Importantly, the stricture against unlocking these devices is not limited to copyright matters. Copyright has nothing to say about which legitimaely acquired software you are allowed to run on your phone. But if you have an iPhone and you want to run non-Apple software, you have to remove its locks – notionally an anti-piracy measure – to do so. And that’s against the law, so you can’t.

When Apple introduced iTunes, it was with the slogan “Rip, mix, burn” – take your music collection and use Apple’s product to manage it all.

But if you wanted to do the same – install non-Apple apps on your iPhone for example, you’d be out of luck.

Adversarial compatibility

Whether you’re talking about iTunes’ Rip/Mix/Burn for your CDs, or a jailbreaking tool that lets you install third-party software on your iPhone, the same principal is at play: “adversarial compatibility.”

That’s when company B figures out how to work with company A’s products in spite of company A’s objections, overcoming any technical countermeasures introduced by company A.

Adversarial compatibility is one of the secret pivots on which technology turns. Every successful company starts out by being adversarially compatible with what’s already in the market, and every company that attains success tries to stop other companies from doing the same thing to it. In other words, every pirate secretly dreams of becoming an admiral.

Without adversarial compatibility, your property could only be improved in ways that the manufacturer believed wouldn’t interfere with its business. You’d never be able to fit a third-party phone case, or plug a phone charger into the lighter of your car.

There’s more at stake than consumer rights, though. There are lots of modifications that the original supplier would never make possible because they just don’t see any profit in it.
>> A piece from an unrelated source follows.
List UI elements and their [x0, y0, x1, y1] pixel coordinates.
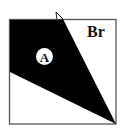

If you want to mix paint in a Magimix, that’s fine, but don’t expect the company to provide paint-mixing attachments to help you with your weird bodge.

There are two groups of people who especially rely on this kind of thing: poor people – especially the global poor – and people with disabilities.

These groups of people have all sorts of needs that are unique to their situation that leads them to adapt technology for their own needs – whether that’s Mohammed Osman Ali, a Somali refugee in a Ugandan refugee camp who repurposes Playstation consoles to serve as merchandise in a makeshift arcade, ruggedising the controllers to survive continuous hard use; or carers of people with dementia who cover up or glue shut unneeded and confusing buttons on TV remotes; or Brazilian hackers who localise free and open-source software so that it can be more readily used by the kids who visit the “telecentros” in the favelas of Rio

It’s unlikely that the vendors who produced these goods would not agree to these uses, but if their products are designed with technical countermeasures that can’t be defeated without falling afoul of the law, no one will be able to advertise a service or even post DIY instructions online without facing legal jeopardy.

Both states and industries have long recognised the value of standardisation, whether that’s mains-plugs or wall-studs. No engineering firm would ever be allowed to use secretive, proprietary systems to calculate the load-stresses on your home and prohibit you from knocking out a wall without using their special RSJs.

But when it comes to commercial firms, there is an unresolvable tension between openness and closedness.

Unfortunately, lawmakers and regulators are often swayed by companies who convince them into making rules that sabotage adversarial compatibility. There’s no excuse for it, really. Without the right to change your stuff in ways that the company that made it doesn’t like, you are forever a prisoner to that company’s whims and priorities.

Or, as the Maker Manifesto has it: “If you can’t open it, you don’t own it.”